The decision to write a road-trip romance was easy. Road trips were a formative part of my childhood and still hold a special magic to me as an adult. I know firsthand the way the car operates outside of the bounds of space and time on a long journey, giving room for anything to happen. In Hairpin Curves, Megan and Scarlett confront the secrets, lies and hidden feelings that have simmered between them during their estrangement, because road trips have a tendency to open up feelings that are otherwise hidden away. And hopefully, the highway also gives space for adventure and the beauty of the unexpected. 

My best childhood memories involve our family road trips. My family moved to Florida when I was three, moving us across the country so we could help take care of one set of grandparents in their retirement. We left behind an entire extended family in Massachusetts. My parents didn’t fly, so the best option to see family back home was to drive. We made the trip a few times when I was very young, but after my much-older siblings grew up and moved out, we started to make the drive more often: each summer, and sometimes, in the winter as well. 

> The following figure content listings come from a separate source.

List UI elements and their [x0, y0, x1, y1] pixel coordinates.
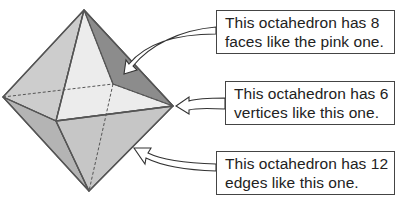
callout-vertices-line2: vertices like this one.	[234, 103, 394, 122]
arrow-to-face-icon	[124, 27, 216, 74]
arrow-to-vertex-icon	[176, 97, 225, 114]
callout-faces-line2: faces like the pink one.	[225, 32, 394, 51]
callout-edges-line2: edges like this one.	[225, 173, 394, 192]
callout-vertices: This octahedron has 6 vertices like this…	[225, 81, 395, 125]
callout-edges: This octahedron has 12 edges like this o…	[216, 151, 395, 195]
octahedron	[3, 10, 173, 191]
callout-faces: This octahedron has 8 faces like the pin…	[216, 10, 395, 54]
arrow-to-edge-icon	[134, 148, 216, 171]
callout-edges-line1: This octahedron has 12	[225, 154, 394, 173]
callout-vertices-line1: This octahedron has 6	[234, 84, 394, 103]
callout-faces-line1: This octahedron has 8	[225, 13, 394, 32]
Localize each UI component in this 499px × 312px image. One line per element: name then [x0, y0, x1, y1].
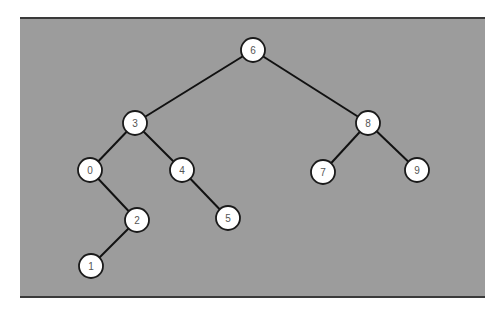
node-label: 8: [365, 118, 371, 129]
edges: [90, 50, 417, 266]
node-label: 5: [225, 213, 231, 224]
node-label: 0: [87, 165, 93, 176]
tree-node-0: 0: [78, 158, 102, 182]
tree-node-5: 5: [216, 206, 240, 230]
tree-node-4: 4: [170, 158, 194, 182]
node-label: 1: [88, 261, 94, 272]
edge-6-3: [135, 50, 253, 123]
tree-node-1: 1: [79, 254, 103, 278]
node-label: 9: [414, 165, 420, 176]
tree-node-7: 7: [311, 160, 335, 184]
node-label: 4: [179, 165, 185, 176]
node-label: 2: [134, 215, 140, 226]
tree-node-2: 2: [125, 208, 149, 232]
node-label: 7: [320, 167, 326, 178]
tree-node-8: 8: [356, 111, 380, 135]
edge-6-8: [253, 50, 368, 123]
tree-node-3: 3: [123, 111, 147, 135]
tree-node-6: 6: [241, 38, 265, 62]
node-label: 3: [132, 118, 138, 129]
tree-diagram: 6380479251: [0, 0, 499, 312]
tree-node-9: 9: [405, 158, 429, 182]
node-label: 6: [250, 45, 256, 56]
nodes: 6380479251: [78, 38, 429, 278]
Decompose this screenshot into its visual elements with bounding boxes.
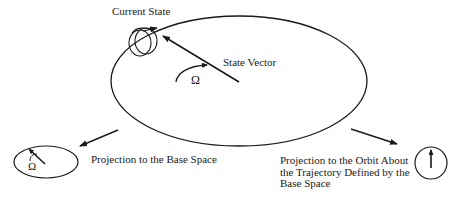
base-space-ellipse (14, 146, 78, 178)
current-state-spiral-icon (129, 28, 157, 56)
projection-orbit-label: Projection to the Orbit About the Trajec… (280, 155, 410, 190)
projection-orbit-arrow (351, 129, 397, 144)
projection-base-arrow (80, 130, 118, 146)
projection-base-label: Projection to the Base Space (91, 154, 217, 165)
projection-orbit-label-line1: Projection to the Orbit About (280, 155, 410, 167)
omega-main-label: Ω (191, 74, 200, 86)
current-state-label: Current State (112, 6, 170, 17)
projection-orbit-label-line3: Base Space (280, 178, 410, 190)
state-vector-label: State Vector (223, 57, 276, 68)
omega-base-label: Ω (28, 160, 36, 172)
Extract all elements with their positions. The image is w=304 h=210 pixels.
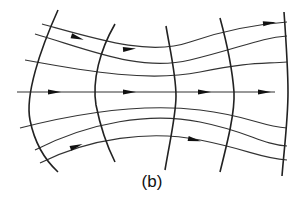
front-3: [165, 26, 176, 170]
arrowhead-icon: [123, 89, 136, 94]
ray-top-3: [25, 60, 287, 76]
arrowhead-icon: [258, 89, 271, 94]
arrowhead-icon: [198, 89, 211, 94]
arrowhead-icon: [48, 89, 61, 94]
ray-bot-2: [35, 118, 287, 150]
figure-label: (b): [0, 172, 304, 192]
arrowhead-icon: [123, 46, 136, 52]
ray-bot-3: [40, 136, 287, 163]
front-4: [220, 18, 234, 172]
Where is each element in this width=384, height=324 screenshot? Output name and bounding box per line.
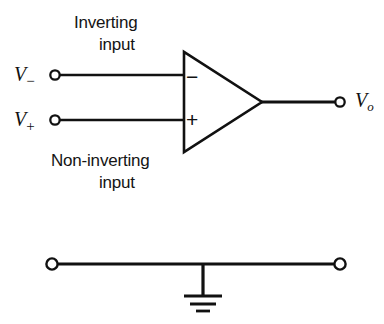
output-terminal <box>335 97 344 106</box>
v-out-label: Vo <box>355 90 374 113</box>
v-minus-symbol: V <box>14 63 26 85</box>
op-amp-diagram: Inverting input Non-inverting input V− V… <box>0 0 384 324</box>
inverting-input-label-line2: input <box>99 36 135 53</box>
non-inverting-input-terminal <box>50 115 59 124</box>
v-plus-symbol: V <box>14 108 26 130</box>
v-out-subscript: o <box>367 99 374 114</box>
inverting-input-label-line1: Inverting <box>74 14 137 31</box>
v-plus-subscript: + <box>26 118 34 134</box>
non-inverting-input-label-line2: input <box>99 174 135 191</box>
ground-rail-left-terminal <box>46 258 57 269</box>
non-inverting-terminal-plus-sign: + <box>186 109 198 130</box>
v-out-symbol: V <box>355 89 367 111</box>
inverting-input-terminal <box>50 70 59 79</box>
v-minus-subscript: − <box>26 73 34 89</box>
v-plus-label: V+ <box>14 109 35 134</box>
non-inverting-input-label-line1: Non-inverting <box>51 152 150 169</box>
v-minus-label: V− <box>14 64 35 89</box>
ground-rail-right-terminal <box>334 258 345 269</box>
inverting-terminal-minus-sign: − <box>186 66 198 87</box>
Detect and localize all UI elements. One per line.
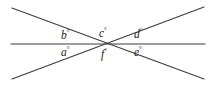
angle-label-e: e° <box>134 46 142 58</box>
angle-label-d: d° <box>134 28 143 40</box>
geometry-lines-canvas <box>0 0 215 87</box>
degree-symbol-c: ° <box>104 26 107 34</box>
degree-symbol-e: ° <box>139 45 142 53</box>
geometry-figure: b° c° d° a° f° e° <box>0 0 215 87</box>
degree-symbol-a: ° <box>67 45 70 53</box>
angle-label-f: f° <box>101 48 107 60</box>
degree-symbol-d: ° <box>140 27 143 35</box>
angle-label-b: b° <box>61 29 70 41</box>
angle-label-a: a° <box>61 46 70 58</box>
degree-symbol-b: ° <box>67 28 70 36</box>
angle-label-c: c° <box>99 27 107 39</box>
degree-symbol-f: ° <box>104 47 107 55</box>
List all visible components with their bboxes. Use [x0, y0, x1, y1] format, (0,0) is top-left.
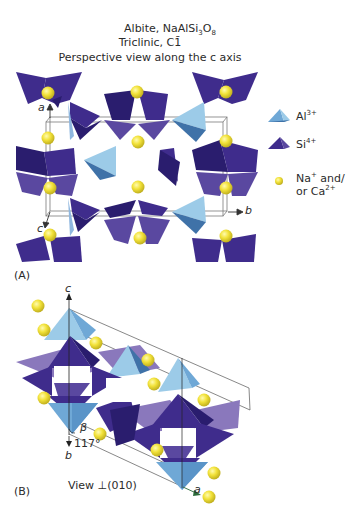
legend-si-ion: Si — [296, 138, 306, 151]
legend-cation: Na+ and/ or Ca2+ — [296, 172, 345, 198]
legend-si: Si4+ — [296, 138, 316, 151]
axis-c-label-panel-b: c — [65, 282, 71, 295]
axis-b-label-panel-a: b — [245, 204, 252, 217]
legend-ca-ion: or Ca — [296, 185, 325, 198]
legend-na-ion: Na — [296, 172, 311, 185]
crystal-structure-diagram — [0, 0, 357, 505]
legend-icons — [268, 109, 290, 185]
view-caption-b: View ⊥(010) — [68, 479, 137, 492]
panel-b-label: (B) — [14, 485, 30, 498]
legend-al-charge: 3+ — [307, 109, 317, 117]
beta-symbol: β — [80, 421, 87, 434]
legend-ca-charge: 2+ — [325, 184, 335, 192]
legend-si-charge: 4+ — [306, 137, 316, 145]
panel-a-label: (A) — [14, 269, 30, 282]
legend-al: Al3+ — [296, 110, 317, 123]
unit-cell-b — [69, 309, 250, 487]
panel-a-structure — [16, 72, 258, 262]
legend-al-ion: Al — [296, 110, 307, 123]
axis-b-label-panel-b: b — [65, 449, 72, 462]
legend-and-text: and/ — [317, 172, 345, 185]
beta-angle: 117° — [74, 437, 101, 450]
axis-a-label-panel-b: a — [194, 483, 201, 496]
axis-a-label-panel-a: a — [38, 101, 45, 114]
panel-b-structure — [16, 293, 250, 504]
axis-c-label-panel-a: c — [37, 222, 43, 235]
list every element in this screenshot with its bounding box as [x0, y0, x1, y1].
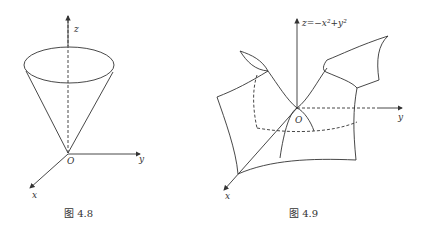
- saddle-hidden-left: [254, 75, 257, 128]
- diagram-canvas: z O y x 图 4.8 z=−x²+y² O y x 图 4.9: [0, 0, 427, 237]
- x-label: x: [225, 191, 230, 201]
- figure-4-8: [24, 16, 140, 188]
- equation-label: z=−x²+y²: [301, 18, 347, 28]
- origin-label: O: [295, 115, 303, 125]
- x-axis: [224, 108, 297, 190]
- figure-4-9: [217, 19, 402, 190]
- origin-label: O: [67, 156, 75, 166]
- saddle-front-edge: [238, 159, 356, 174]
- cone-side-left: [26, 71, 68, 153]
- figure-caption: 图 4.8: [64, 208, 93, 219]
- cone-rim: [24, 47, 114, 83]
- cone-side-right: [68, 72, 113, 153]
- z-label: z: [73, 24, 79, 34]
- saddle-right-front-edge: [354, 88, 357, 160]
- saddle-ridge-left: [268, 71, 297, 108]
- saddle-hidden-bottom: [257, 122, 357, 132]
- saddle-right-back-edge: [357, 36, 388, 88]
- figure-caption: 图 4.9: [289, 208, 318, 219]
- y-label: y: [397, 112, 404, 122]
- saddle-left-top: [217, 51, 268, 97]
- saddle-left-edge: [217, 97, 238, 174]
- x-axis: [30, 154, 68, 188]
- y-label: y: [138, 154, 145, 164]
- saddle-ridge-right: [297, 68, 327, 108]
- x-label: x: [32, 190, 37, 200]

My parents were expert road-trippers. Before any trip, we would make a special visit to a toy store, where I would pick out a few cheap toys, and my parents would buy some more as a surprise. They were all giftwrapped and lined up on the back window of the car. Each time we crossed the line into a new state, I was allowed to open a new toy, which would keep me steadily occupied for the next few hours. These were the days before the GPS, before cell phones, before portable DVD players or televisions built into the seats of family cars, and I had to entertain myself by reading books in between bouts of carsickness. I devoured the Invisible Ink puzzle books sold at rest areas. I stared out the window and listen to the same tape endlessly on my Walkman — when I was finally old enough for a Walkman. I wrote stories about the other people stuck alongside us in the traffic jams.  

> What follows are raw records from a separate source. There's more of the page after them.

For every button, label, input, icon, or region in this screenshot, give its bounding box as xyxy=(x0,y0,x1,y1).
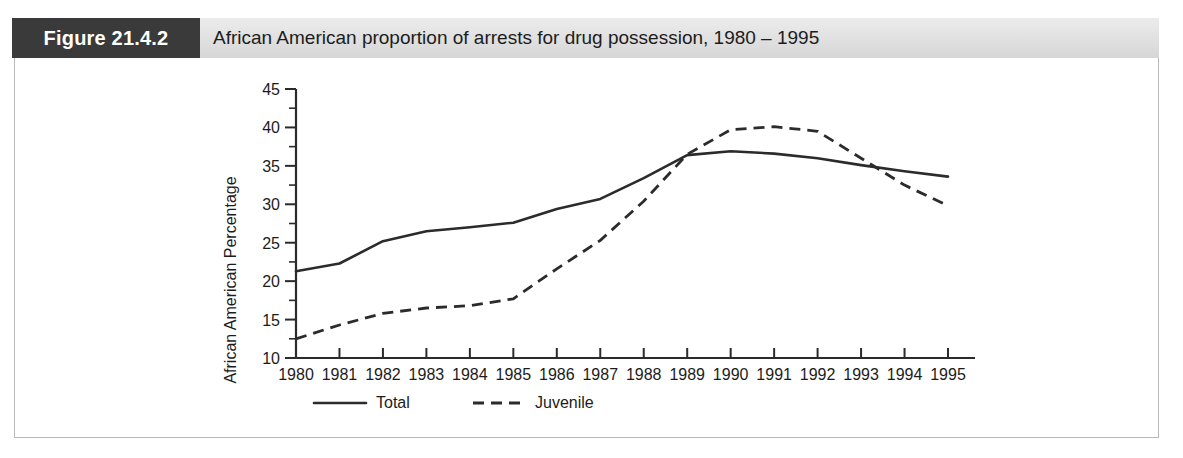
x-tick-label: 1993 xyxy=(843,366,879,383)
y-tick-label: 35 xyxy=(262,158,280,175)
legend-label-total: Total xyxy=(376,394,410,411)
x-tick-label: 1988 xyxy=(626,366,662,383)
x-tick-label: 1989 xyxy=(669,366,705,383)
series-line-total xyxy=(296,151,948,271)
y-tick-label: 40 xyxy=(262,119,280,136)
x-tick-label: 1984 xyxy=(452,366,488,383)
figure-number-label: Figure 21.4.2 xyxy=(12,18,200,58)
figure-title: African American proportion of arrests f… xyxy=(213,18,819,58)
x-tick-label: 1982 xyxy=(365,366,401,383)
x-tick-label: 1987 xyxy=(582,366,618,383)
chart-legend: TotalJuvenile xyxy=(314,394,594,411)
y-tick-label: 15 xyxy=(262,312,280,329)
x-tick-label: 1991 xyxy=(756,366,792,383)
x-tick-label: 1994 xyxy=(887,366,923,383)
x-tick-label: 1990 xyxy=(713,366,749,383)
legend-label-juvenile: Juvenile xyxy=(535,394,594,411)
x-tick-label: 1985 xyxy=(496,366,532,383)
figure-container: Figure 21.4.2 African American proportio… xyxy=(0,0,1183,458)
chart-svg: 1015202530354045 19801981198219831984198… xyxy=(14,58,1159,438)
y-tick-label: 10 xyxy=(262,350,280,367)
x-axis: 1980198119821983198419851986198719881989… xyxy=(278,348,975,383)
y-axis: 1015202530354045 xyxy=(262,81,296,367)
y-tick-label: 30 xyxy=(262,196,280,213)
series-line-juvenile xyxy=(296,127,948,339)
y-tick-label: 45 xyxy=(262,81,280,98)
x-tick-label: 1986 xyxy=(539,366,575,383)
x-tick-label: 1981 xyxy=(322,366,358,383)
y-axis-title: African American Percentage xyxy=(222,176,239,383)
line-chart: 1015202530354045 19801981198219831984198… xyxy=(14,58,1159,438)
y-tick-label: 25 xyxy=(262,235,280,252)
x-tick-label: 1983 xyxy=(409,366,445,383)
x-tick-label: 1995 xyxy=(930,366,966,383)
y-tick-label: 20 xyxy=(262,273,280,290)
x-tick-label: 1992 xyxy=(800,366,836,383)
x-tick-label: 1980 xyxy=(278,366,314,383)
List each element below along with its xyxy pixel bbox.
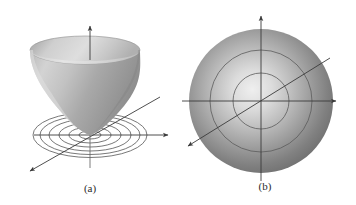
- panel-a-caption: (a): [84, 182, 97, 195]
- panel-b: (b): [182, 16, 336, 193]
- paraboloid-level-curves-figure: (a) (b): [0, 0, 356, 205]
- panel-a: (a): [30, 26, 168, 195]
- panel-b-caption: (b): [259, 180, 272, 193]
- figure-container: (a) (b): [0, 0, 356, 205]
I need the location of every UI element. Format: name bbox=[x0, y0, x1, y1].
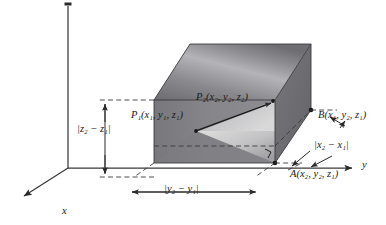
label-point-a: A(x₂, y₂, z₁) bbox=[290, 169, 338, 180]
dash-base-right bbox=[255, 163, 275, 177]
x-axis bbox=[24, 168, 68, 196]
label-point-b: B(x₁, y₂, z₁) bbox=[318, 110, 366, 121]
z-axis-tip-cap bbox=[65, 3, 72, 6]
rectangular-box bbox=[154, 44, 311, 163]
label-dimension-dz: |z₂ − z₁| bbox=[77, 124, 111, 135]
label-dimension-dy: |y₂ − y₁| bbox=[164, 184, 199, 195]
leader-arrow-a bbox=[292, 151, 310, 166]
label-axis-y: y bbox=[362, 160, 367, 171]
label-axis-x: x bbox=[62, 206, 67, 217]
figure-canvas: P₂(x₂, y₂, z₂) P₁(x₁, y₁, z₁) B(x₁, y₂, … bbox=[0, 0, 386, 225]
label-dimension-dx: |x₂ − x₁| bbox=[314, 140, 349, 151]
label-point-p1: P₁(x₁, y₁, z₁) bbox=[131, 110, 183, 121]
dash-base-left bbox=[134, 163, 154, 177]
label-point-p2: P₂(x₂, y₂, z₂) bbox=[196, 92, 248, 103]
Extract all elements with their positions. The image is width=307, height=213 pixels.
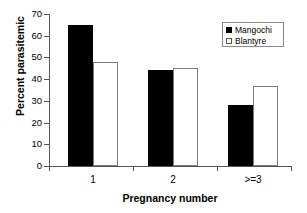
y-tick-40 xyxy=(44,79,49,80)
bar-blantyre-1 xyxy=(93,62,118,166)
x-axis-line xyxy=(49,166,291,167)
y-tick-label-10: 10 xyxy=(18,139,42,149)
bar-chart-figure: Percent parasitemic Pregnancy number 010… xyxy=(0,0,307,213)
y-tick-label-40: 40 xyxy=(18,74,42,84)
y-tick-label-60: 60 xyxy=(18,31,42,41)
bar-mangochi-1 xyxy=(68,25,93,166)
x-tick-1 xyxy=(133,166,134,171)
y-tick-60 xyxy=(44,36,49,37)
y-tick-70 xyxy=(44,14,49,15)
y-tick-10 xyxy=(44,144,49,145)
x-tick-0 xyxy=(49,166,50,171)
x-tick-3 xyxy=(291,166,292,171)
x-tick-label-2: >=3 xyxy=(208,174,298,185)
chart-legend: Mangochi Blantyre xyxy=(222,22,284,47)
bar-blantyre-2 xyxy=(173,68,198,166)
y-tick-label-70: 70 xyxy=(18,9,42,19)
x-axis-label: Pregnancy number xyxy=(49,192,291,204)
legend-swatch-mangochi xyxy=(226,27,232,33)
y-tick-label-20: 20 xyxy=(18,118,42,128)
y-tick-label-30: 30 xyxy=(18,96,42,106)
legend-label-mangochi: Mangochi xyxy=(235,26,272,35)
y-tick-20 xyxy=(44,123,49,124)
y-tick-label-0: 0 xyxy=(18,161,42,171)
legend-swatch-blantyre xyxy=(226,38,232,44)
legend-label-blantyre: Blantyre xyxy=(235,37,266,46)
x-tick-label-0: 1 xyxy=(48,174,138,185)
y-tick-30 xyxy=(44,101,49,102)
y-tick-50 xyxy=(44,57,49,58)
bar-mangochi-2 xyxy=(148,70,173,166)
bar-blantyre->=3 xyxy=(253,86,278,166)
x-tick-2 xyxy=(217,166,218,171)
bar-mangochi->=3 xyxy=(228,105,253,166)
y-tick-label-50: 50 xyxy=(18,52,42,62)
legend-item-0: Mangochi xyxy=(226,25,280,35)
legend-item-1: Blantyre xyxy=(226,36,280,46)
y-axis-line xyxy=(49,14,50,166)
x-tick-label-1: 2 xyxy=(128,174,218,185)
y-axis-label: Percent parasitemic xyxy=(14,0,26,136)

I also got to know my parents as people — there on the open road where there was nothing to do but talk. They told stories about their childhoods and their favorite memories. We listened to John Denver and the Muppets Rocky Mountain Holiday cassette and tried endlessly to sing the three different parts in “Going Camping,” somehow all ending up singing the same lines and howling with laughter. We played the alphabet games with license plates and road signs. My dad taught me to yo-yo, and we would practice yo-yo tricks at rest areas. Like Megan in Hairpin Curves, I saw snow for the first time on a road trip — we’d pulled off at a rest area standing in wonder beneath a slate gray sky. 

My parents had a worn road atlas shoved beneath the passenger seats, the route highlighted in faded yellow, but in my memory, they rarely needed it. Years of familiarity had marked the route and alternate routes in their minds so deeply that they could effortlessly navigate the eastern seaboard. To me, it always seemed like they drove by the stars, heading out into the night with no hesitation and a calm certainty about the path ahead. Curled in the backseat with a stack of books, music and notepads, I never doubted that no matter what lay ahead of us, we would find our way through. The open road was a place of magic and possibility where we could talk and sing and tell stories. It remains the setting of my greatest memories.  

About the Author:

RITA™ Award-winning author Elia Winters is a fat, tattooed, polyamorous bisexual who loves petting cats and fighting the patriarchy. She holds a Master’s degree in English Literature and teaches at a small rural high school, where she also runs the drama club. In her spare time, she is equally likely to be found playing tabletop games, kneading bread, cross-stitching or binge-watching Marie Kondo. A sex educator and kink-positive feminist, Elia reviews sex toys, speaks at kink conventions, and writes geeky, kinky, cozy erotic romance. She currently lives in western Massachusetts with her loving husband and their weird pets.

Connect with Elia:

Website: https://eliawinters.com/ 

Twitter: https://twitter.com/eliawinters 

Instagram: https://www.instagram.com/eliawintersauthor/ 

Facebook: https://www.facebook.com/EliaWinters/ 

Goodreads: https://www.goodreads.com/author/show/7537319.Elia_Winters 

Hairpin Curves by Elia Winters, out July 28!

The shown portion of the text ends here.